Another general uproar occurred when Agrarian Reform Minister, Miguel Rosetto, and Marcelo Rezende, the former President of INCRA, in a visit to Pontal de Paranapanema, stated that those families in the encampments would have priority when it came time to create settlements. The media interpreted these declarations as a way to stimulate occupations, which were multiplying. The government is constantly criticized for not acting severely enough against the landless workers, who continue to create encampments.

b) Attacks against rural workers leaders: The media misinterpreted a speech by MST leader João Pedro Stedile, in a meeting with workers from Rio Grande do Sul, about the manpower of the rural workers in relation to the latifúndio. His words were interpreted as a "declaration of war" against big farmers. This event made the headlines and editorials of many media outlets for days.

c) The media has tried to spread the idea that the climate in the countryside is tense, and that sometime soon it could explode into a situation of uncontrollable violence. The workers are blamed them for the growing tension in the countryside. This has created a false version of reality. Even though they have increased significantly in 2003, the occupations (259 by the end of August) are fewer than in previous years. In 1998 there were 599; in 1999, 593; in 2000, 463. In those years there wasn't the outcry that there is now.

d) Another way to discredit the workers and their leaders is to present them as criminals. Besides this, there is an attempt to question the application of resources in the settlements. The media also explore the internal rifts and conflicts in the settlements, common to all groups of people, but shown as serious problems that could impact the Brazilian society as a whole.

Ideological War

The latifúndio uses the media to create an ideological war, with three basic objectives:

1) To separate the unorganized workers from rural organizations. The latifúndio knows that the only viable way for workers to achieve agrarian reform is through organization. Therefore, their ideological attempts to block this path are strategically important.

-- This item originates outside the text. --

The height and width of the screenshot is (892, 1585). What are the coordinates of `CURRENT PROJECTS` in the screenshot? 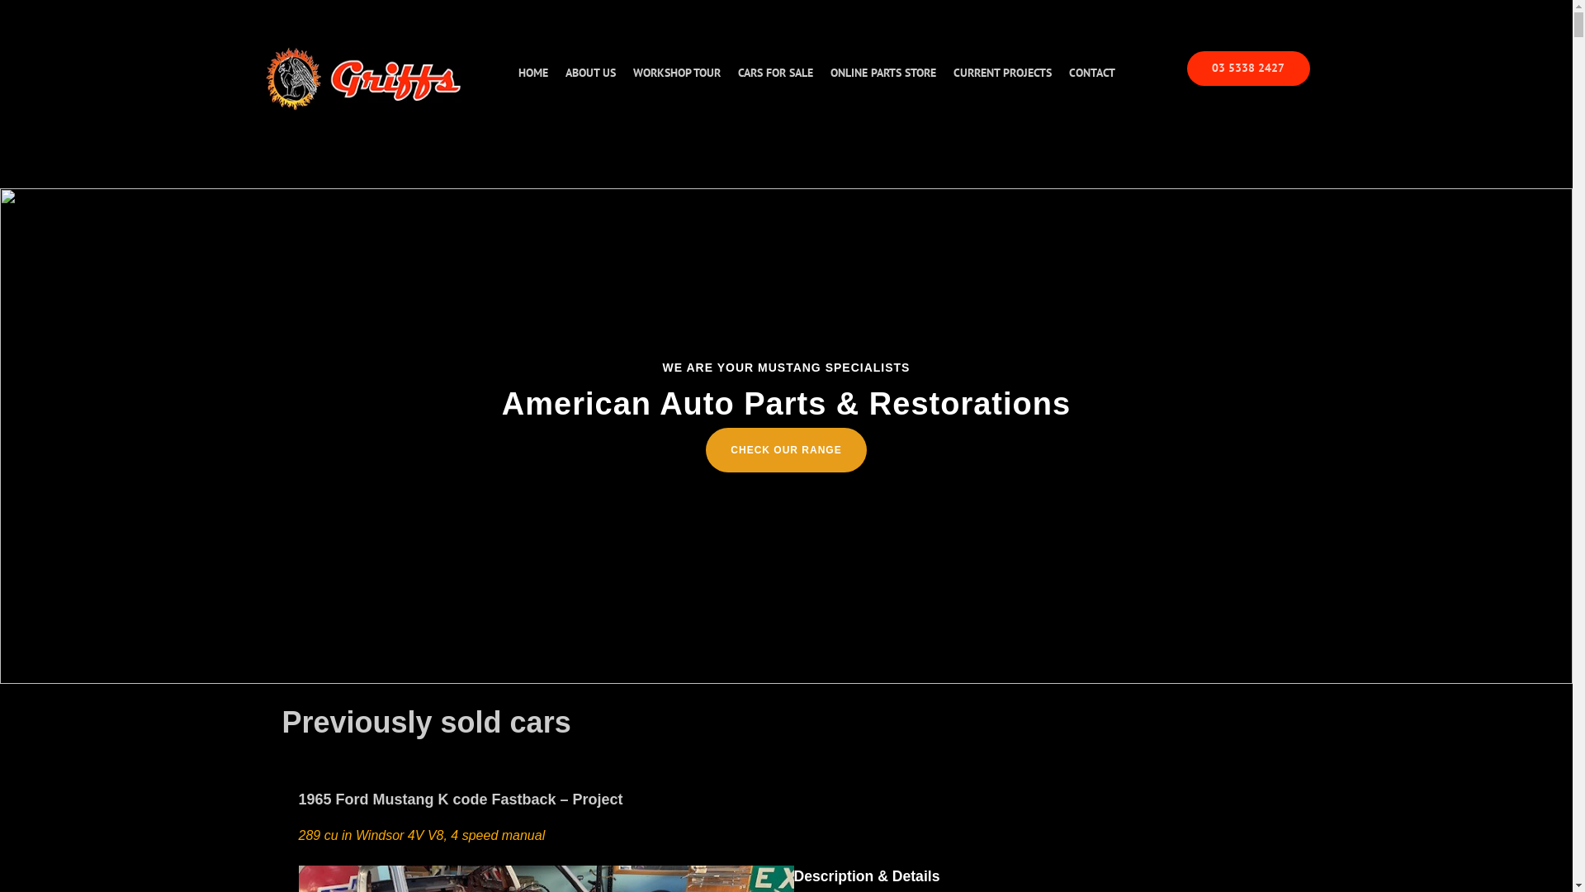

2) To create pressure on the government to adopt policies to punish rural workers.

3) To create a climate of distrust for the rural movements and their leaders, presenting them as propagators of violence, who could cause political instability.

Conclusion

On July 28, 2003, the Pastoral Land Commission (CPT) issued the following statement:

"The rural elite and some sectors of the national press, facing the growth of rural social movements, are trying to create social instability. They try to influence public opinion, so that the government will take punitive measures against the workers' movements and prevent agrarian reform from becoming a reality.
Historically, the elites in the countryside have been opposed to democracy, and have always used their economic resources to hold on to their privileges in society. So, it is not the workers that instigate violence and that create armed mobs, it is the latifúndios."

The latifúndio only manages to survive through violence. Therefore, the most effective way to fight violence in rural areas is to break the power of the latifundio, limiting the size of their lands.